Stewardship is a word that is tossed around quite a bit these days, and not just in the farming and food worlds. For those of us at Marksbury, stewardship is a way of life, a way of thinking about each and everything we do on the farm and in our business. It’s all about using just enough resources to ensure that we’re not stealing resources from future generations. In our business, it’s all about our approach to farming.
At Marksbury, we practice and promote the idea of grass farming. This commitment is reflected in our logo. We are a grass company, not a meat company. While we obviously provide meat products, our primary focus is the condition of the land entrusted to us, and more specifically the health of our soils. We use our animals as tools in our farming practices by mimicking the rotational grazing patterns of ancient grazing species.
We believe that Kentucky is ideally suited for grassbased meat production because of its rich pastures and ample water. There is no place in the world better suited for our way of farming. Our methods enable us to reap the full value of Kentucky’s most abundant, renewable natural resource (our grass!), while actually improving it as we go.
We rely on natural systems that have been perfected over thousands of years without human interference. These systems are simple: animals eat the grass and plant species they prefer, and they trample the plants that aren’t delicious to them, adding organic matter to the soil. Their manure and urine help to fertilize the soil, and then the animals move to another place to repeat the cycle. They do not return to a place until it has had adequate time to “rest,” or for the trampled plant material, manure and urine to be absorbed into the soil, creating a healthier stand of grass for when the animals come back to that place.
In addition to improving the soil health and pastures on our farms, our animals provide us cash from the sales of our products. They also provide us great pleasure when we interact with them each day on the farm, and of course when we eat the meat we harvest from them. That’s why, at our core, Marksbury Farm Market is a grass company rather than a meat company.

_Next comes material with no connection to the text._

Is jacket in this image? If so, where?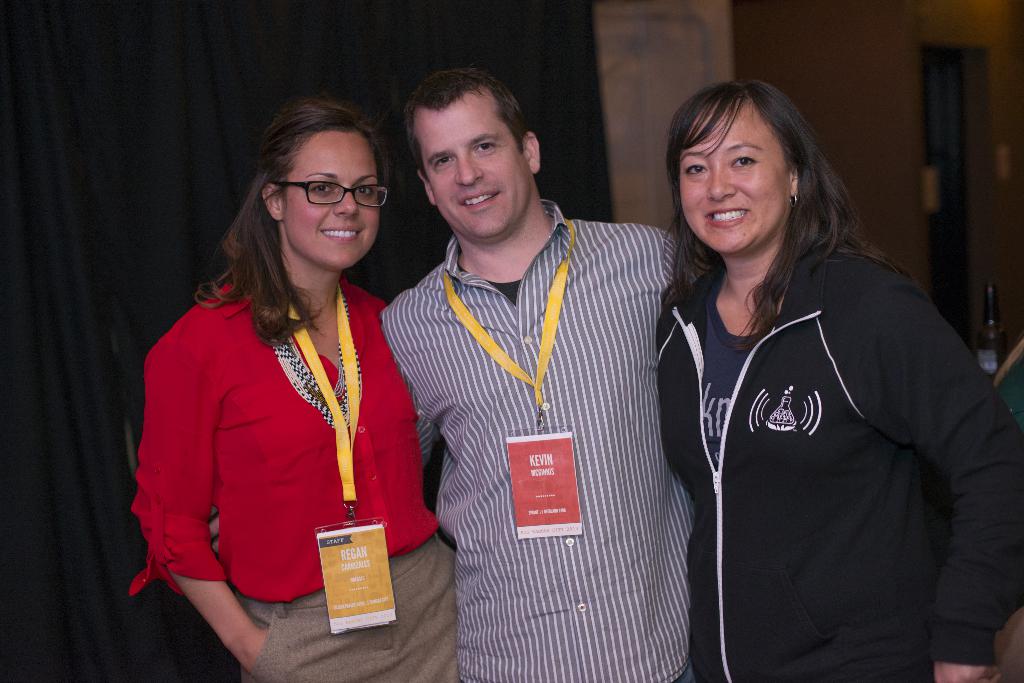
Yes, at bbox(656, 244, 1023, 682).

The welfare of our animals is a central value for all of us. Our methods of farming are designed to promote animal health and the highest quality of life for them by relying on natural systems, rather than competing with those systems like our industrialscale competitors attempt to do. Our commitment to animal welfare is based on two simple ideas: first, it’s the right (and only) way to raise livestock; secondly, fear and anxiety just don’t taste very good. There’s a growing body of scientific data that validates this statement. The way animals are produced has a direct effect on the flavor, tenderness, and color of the meat they produce.
In our farming practices, we cooperate with nature, we don’t compete with it. We allow animals to live the lives they are made to live by their Creator, rather than cramming them into confined spaces and forcing them to live on diets they are not naturally designed to consume. We raise animals as part of the natural pasturebased systems for which they were designed and enjoy every minute of it.